What implications? These checks are already present in the table code. For lookups, it checks to see if t.data.len is 0 and returns false (lookup failed). For inserts, it calls checkIfInitialized before calling mustRehash, and if t.data.len is 0, it calls initTable with the defaultInitialSize.
This already happens, as explained, though instead of calling initTable with 1 (which would create a 2-slot table), it uses defaultInitialSize. That's probably right for most use cases, though for the JSON case, creating a 64-slot table may not be ideal. So I had to test that :-) by changing checkIfInitialized to create a 1-item table instead and running the JSON benchmark. It didn't make any difference. |
I stand corrected. :-) It's true having a handle on the table gives you more options. But adix also resizes based on search depth not a guess at load factor to control search depth. So, this slotsNeeded-mustRehash inverse relation is not important.

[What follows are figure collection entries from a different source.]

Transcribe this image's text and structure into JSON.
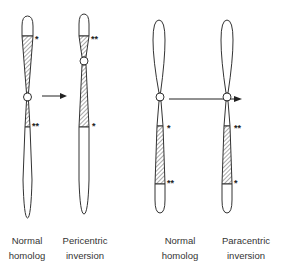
{
  "figure": {
    "type": "chromosome inversion diagram",
    "panels": [
      {
        "name": "pericentric",
        "left": {
          "label_line1": "Normal",
          "label_line2": "homolog",
          "upper_marker": "*",
          "lower_marker": "**"
        },
        "right": {
          "label_line1": "Pericentric",
          "label_line2": "inversion",
          "upper_marker": "**",
          "lower_marker": "*"
        }
      },
      {
        "name": "paracentric",
        "left": {
          "label_line1": "Normal",
          "label_line2": "homolog",
          "upper_marker": "*",
          "lower_marker": "**"
        },
        "right": {
          "label_line1": "Paracentric",
          "label_line2": "inversion",
          "upper_marker": "**",
          "lower_marker": "*"
        }
      }
    ],
    "colors": {
      "outline": "#333333",
      "hatch": "#555555",
      "background": "#ffffff"
    }
  }
}
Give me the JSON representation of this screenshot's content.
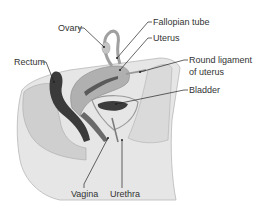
{
  "diagram": {
    "colors": {
      "background": "#ffffff",
      "skin": "#e2e2e2",
      "tissue_light": "#d4d4d4",
      "tissue_mid": "#a8a8a8",
      "tissue_dark": "#3a3a3a",
      "leader_line": "#222222",
      "label_text": "#333333"
    },
    "labels": [
      {
        "id": "ovary",
        "text": "Ovary"
      },
      {
        "id": "fallopian-tube",
        "text": "Fallopian tube"
      },
      {
        "id": "uterus",
        "text": "Uterus"
      },
      {
        "id": "rectum",
        "text": "Rectum"
      },
      {
        "id": "round-ligament-line1",
        "text": "Round ligament"
      },
      {
        "id": "round-ligament-line2",
        "text": "of uterus"
      },
      {
        "id": "bladder",
        "text": "Bladder"
      },
      {
        "id": "vagina",
        "text": "Vagina"
      },
      {
        "id": "urethra",
        "text": "Urethra"
      }
    ]
  }
}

My re-org idea was really contingent upon staying with the current "control bad perf with a load factor guess" instead of "bound it directly, but with harder to predict space usage". No one really responded to that idea. :-) |
Anyway, a TLDR for @narimiran - I am 100% behind a 0/2-slot minimum table & we seem on the way to having a good smooth and minimal growth policy in the old control load factor domain, but there are many possibilities related to how smart/expert we want stdlib tables to be. |
There was a recent `rightSize` change in tables.nim, so the existing value (4) was creating too large tables.
There was a recent
rightSize
change in tables.nim, so the existingvalue (4) was creating too large tables.